The wind and the dust started again. I put my head inside my coat and said, "Whatever happens." I walked in a straight line down some stairs to the bulkhead. I walked north until I was out of the dust cloud. I saw one of the firefighters, Grillo, who I had been with. I said, "Where is Tyrone?" I was going to go back into the dust until I saw a shadow and it was Tyrone. Grillo had injured his arm and his nose was bleeding. I sat on a park bench. I was in so much pain.
A sightseeing boat pulled into the bulkhead. I get on the boat. I couldn't walk down the stairs; I had to slide a ladder. They took me to Jersey City with several firefighters. They put me on a bench. There was no one around, so a lady called my wife.
Finally they took me to the Jersey City Medical Center. They triaged everybody in the lobby. Hundreds of people were in the lobby. There was a lot of damage to my legs. They stitched me up. They put the cops, firefighters and EMS in one room. I was fully covered in dust.
I said I wished I could talk with Father Mike [Mychal Judge, fire department chaplain]. I didn't know what happened to him. A lieutenant said, "Don't you know? Father Mike got killed." I was so close to him, it was heartbreaking to hear. [Father Judge worked in the church across the street from Engine 1 and Ladder 24. He parked his fire department vehicle inside the firehouse and ate every meal with the firefighters.] It took the wind right out of my sails to hear that. He was such a nice man. He made everybody feel you were important to him.

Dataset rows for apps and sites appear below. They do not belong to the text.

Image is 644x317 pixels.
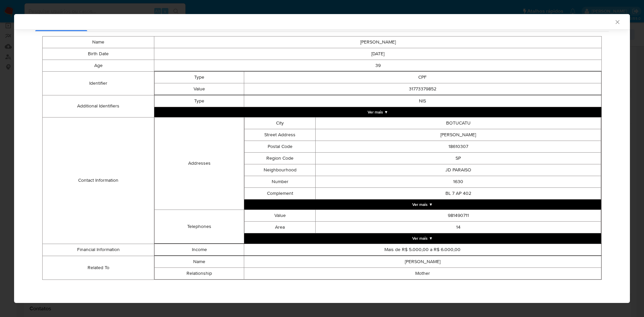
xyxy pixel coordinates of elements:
td: 39 [155,60,602,72]
td: Number [244,176,315,188]
td: Area [244,222,315,233]
td: [DATE] [155,48,602,60]
td: Relationship [155,268,244,280]
td: Related To [42,256,155,280]
td: JD PARAISO [315,164,601,176]
td: Complement [244,188,315,200]
td: CPF [244,72,601,83]
td: Addresses [155,117,244,210]
td: SP [315,153,601,164]
td: BL 7 AP 402 [315,188,601,200]
td: Neighbourhood [244,164,315,176]
td: Income [155,244,244,256]
td: [PERSON_NAME] [315,129,601,141]
td: Street Address [244,129,315,141]
button: Expand array [155,107,601,117]
td: 981490711 [315,210,601,222]
td: 18610307 [315,141,601,153]
div: closure-recommendation-modal [14,14,629,303]
td: Birth Date [42,48,155,60]
td: [PERSON_NAME] [244,256,601,268]
td: Age [42,60,155,72]
td: Postal Code [244,141,315,153]
td: Type [155,95,244,107]
td: Additional Identifiers [42,95,155,117]
td: BOTUCATU [315,117,601,129]
td: Name [42,36,155,48]
td: Telephones [155,210,244,244]
td: NIS [244,95,601,107]
td: 1630 [315,176,601,188]
td: Name [155,256,244,268]
td: Region Code [244,153,315,164]
button: Expand array [244,233,601,244]
td: 31773379852 [244,83,601,95]
td: Value [155,83,244,95]
td: Identifier [42,72,155,95]
button: Fechar a janela [613,19,620,25]
td: Contact Information [42,117,155,244]
td: Mother [244,268,601,280]
td: Type [155,72,244,83]
td: 14 [315,222,601,233]
td: City [244,117,315,129]
td: [PERSON_NAME] [155,36,602,48]
td: Mais de R$ 5.000,00 a R$ 6.000,00 [244,244,601,256]
td: Financial Information [42,244,155,256]
td: Value [244,210,315,222]
button: Expand array [244,200,601,210]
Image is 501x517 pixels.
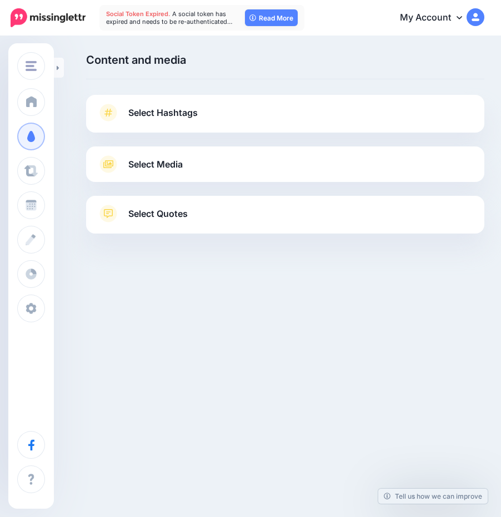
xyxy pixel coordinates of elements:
img: menu.png [26,61,37,71]
img: Missinglettr [11,8,85,27]
span: Content and media [86,54,186,67]
a: Tell us how we can improve [378,489,487,504]
span: Social Token Expired. [106,10,170,18]
span: Select Quotes [128,206,188,221]
a: Read More [245,9,297,26]
span: A social token has expired and needs to be re-authenticated… [106,10,233,26]
a: Select Hashtags [97,104,473,133]
a: Select Quotes [97,205,473,234]
span: Select Media [128,157,183,172]
span: Select Hashtags [128,105,198,120]
a: My Account [388,4,484,32]
a: Select Media [97,155,473,173]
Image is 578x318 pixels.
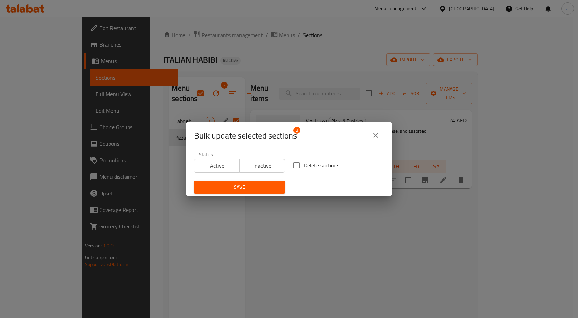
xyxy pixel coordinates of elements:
button: close [368,127,384,144]
span: Selected section count [194,130,297,141]
button: Inactive [240,159,285,172]
span: 2 [294,127,301,134]
span: Active [197,161,237,171]
button: Save [194,181,285,193]
button: Active [194,159,240,172]
span: Delete sections [304,161,339,169]
span: Inactive [243,161,283,171]
span: Save [200,183,280,191]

They were sending guys two at a time to take a shower. I had scrubs on and was on crutches. "Do you want to take a shower?" they kept asking me over and over. I said let someone else go. I was the last one to take a shower. I saw what I looked like in the mirror. I was the dirtiest one there. I was transported back to New York. Two friends drove in to take me home. That was my last day at work. I suffered injuries to my left side, left knee, broken knee cap, torn ACL, torn PCL, broken tibia, joint and bone crushed, left eye injury and left shoulder replacement. I had a right torn ACL and a bone/knee crushed.